Is it possible to address changes in an individual’s (life) condition as an outcome of self-help-group activity? In some cases there were no doubts that self-help-self-help-groups had influenced or supported an action, because no other conclusions could be drawn from the statements of a respondent. If a case did not have the same clarity, questions to rule out the condition were posed, such as: “Has your involvement in the self-help-group had any influence on your work. Agricultural work and/or business?” and “In what way, and for what reasons, do you believe the self-help-group has had an influence on your work and/or business?”66.
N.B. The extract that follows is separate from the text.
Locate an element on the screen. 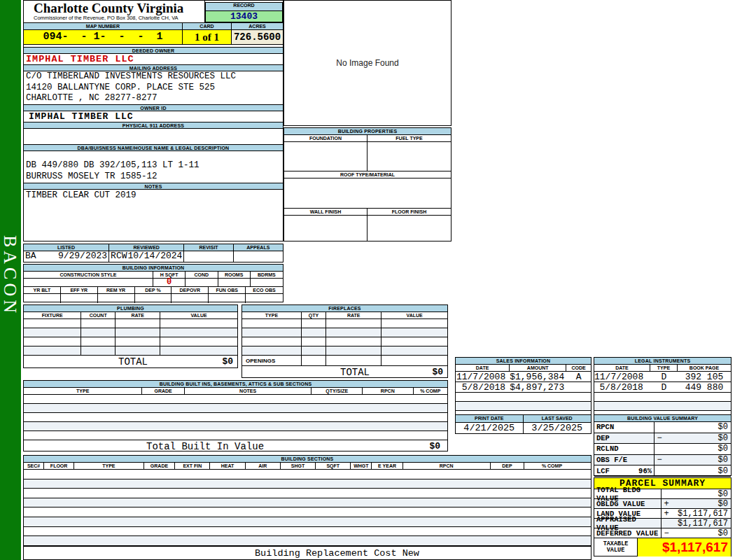 The height and width of the screenshot is (560, 735). county-title-block: Charlotte County Virginia Commissioner o… is located at coordinates (114, 11).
4.8 Source critique and methodological concerns

The approach suggested for this study has tried to come to terms with making an assessment according to the specific situation of the investigated population. Therefore, the tendency to project my own reality in forms of theory onto the individuals studied has hopefully been minimised. There is otherwise a risk of representing the investigated women as subjugated entities bound by tradition and poverty and thus making universal statements about individuals who themselves would not view themselves in that fashion67.

Even if one thoroughly prepares for the field work, interviewing is to some extent a subjective activity since it is dependent on my selection of questions, theories and empirical work. The subjectivity might therefore, even with the best efforts, lead to the manufacturing of stereotypic images of the situation of women. There is an entire post-structural theory on how people in general, in contact with another culture, tends to make it exotic and separated from oneself and one’s own culture68. I believe that I faced situations in which the colonial history of India

interfered with the responses given. A public consciousness concerning matters that were in

64 Dahlgren, S. and Florén, A., Fråga det förflutna – En introduktion till modern historieforskning, p. 122f. 65 Kabeer, N. (1a), p. 19.

66 See Interview questions in Appendix.

67 C.f. Värlander, J., p. 10-11 and Kabeer, N. (1a), p. 49. 68 C.f. Värlander., J., p.11.